A reader who seems to understand accounts better than I do, not difficult, has sent me an email in which he attempts to expose some of the chicanery in which Bexley council appears to be indulging following my objection, or should that be Mr. Other’s objection, to Bexley’s 2013/14 accounts? It’s a bit on the long side but I’ll make sure it, or at least the important bits, appear on line very soon. The message made me think again about the Audit Committee meeting reported here on 25th September.

It was during that meeting that the council’s auditor revealed, apparently for the first time, that there had been an objection. The following is the audio clip which first appeared on BiB on 13th October in which Ms. Exton gives it a passing mention. At the time I did not reveal my own involvement.

It has belatedly struck me that not a single councillor was interested enough to ask what the objection was. Curious bunch aren’t they? What sort of scrutiny do people like that offer? Is committee chairman Joseph Pollard worth the £2,100 he is paid for the job?

Labour councillor Daniel Francis who is not usually lacking in the curiosity department was the only person present who picked up on the auditor’s comment at all. He asked her several questions, the last of which mentioned the objection. The clip below is edited so as to cut the auditor’s response to the councillor’s earlier questions.

AccountsCouncillor Frances asked about the procedure for handling objections but somehow never got around to asking what this one might be. (It’s about incentives offered to the council’s parking contractor to issue more penalties; keep up at the back!)

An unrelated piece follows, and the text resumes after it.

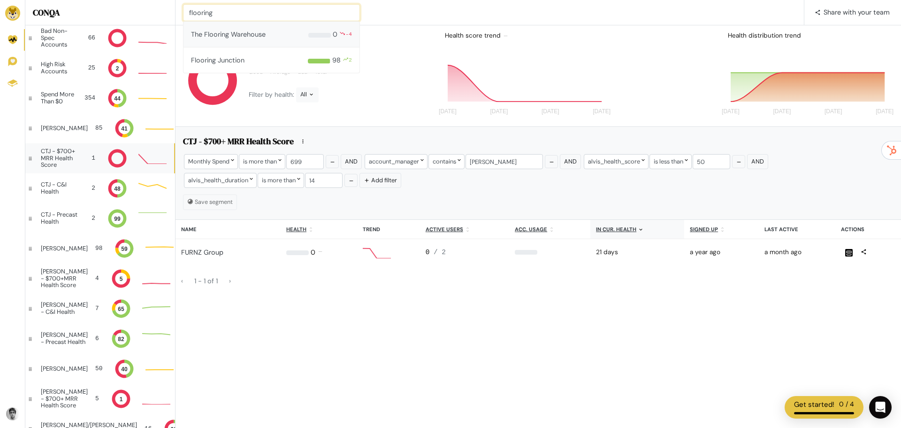 The width and height of the screenshot is (901, 428). I want to click on div: Monthly Spend, so click(211, 161).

The remaining members of the committee presumably cared even less. Or was it all part of a cover up to keep the subject out of the minutes?

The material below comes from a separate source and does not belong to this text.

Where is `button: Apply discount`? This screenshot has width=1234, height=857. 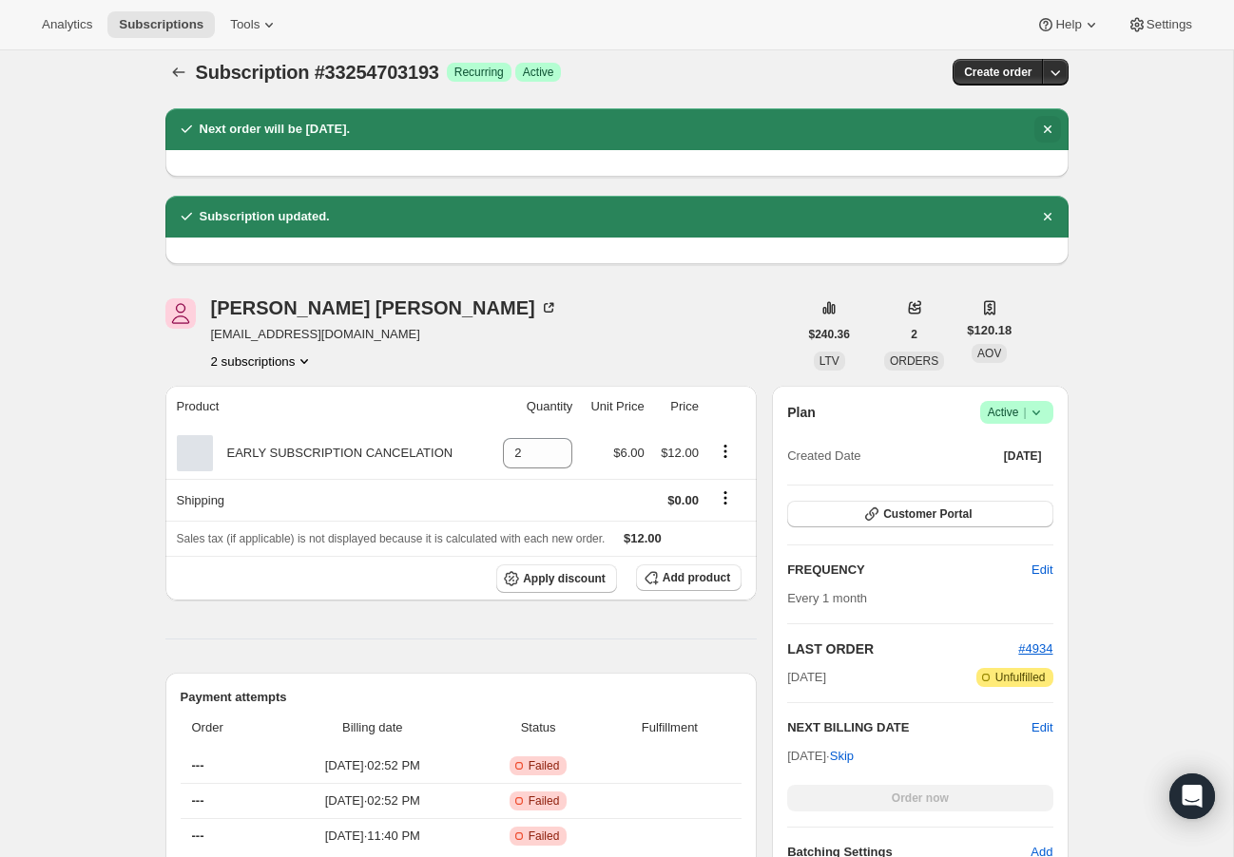
button: Apply discount is located at coordinates (556, 579).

It’s not impossible that the Audit Committee had been warned off at a prior ‘dress rehearsal’ so that the obvious but embarrassing question and answer wouldn’t end up on the public record.

As it is, Bexley council can just about get away with a statement like the one that appears on Page 16 of their Winter 2014 magazine and reproduced here.

Most Bexley Magazine readers will assume that the council’s accounts have received a totally clean bill of health from Grant Thornton, while the more informed readers of BiB will know better.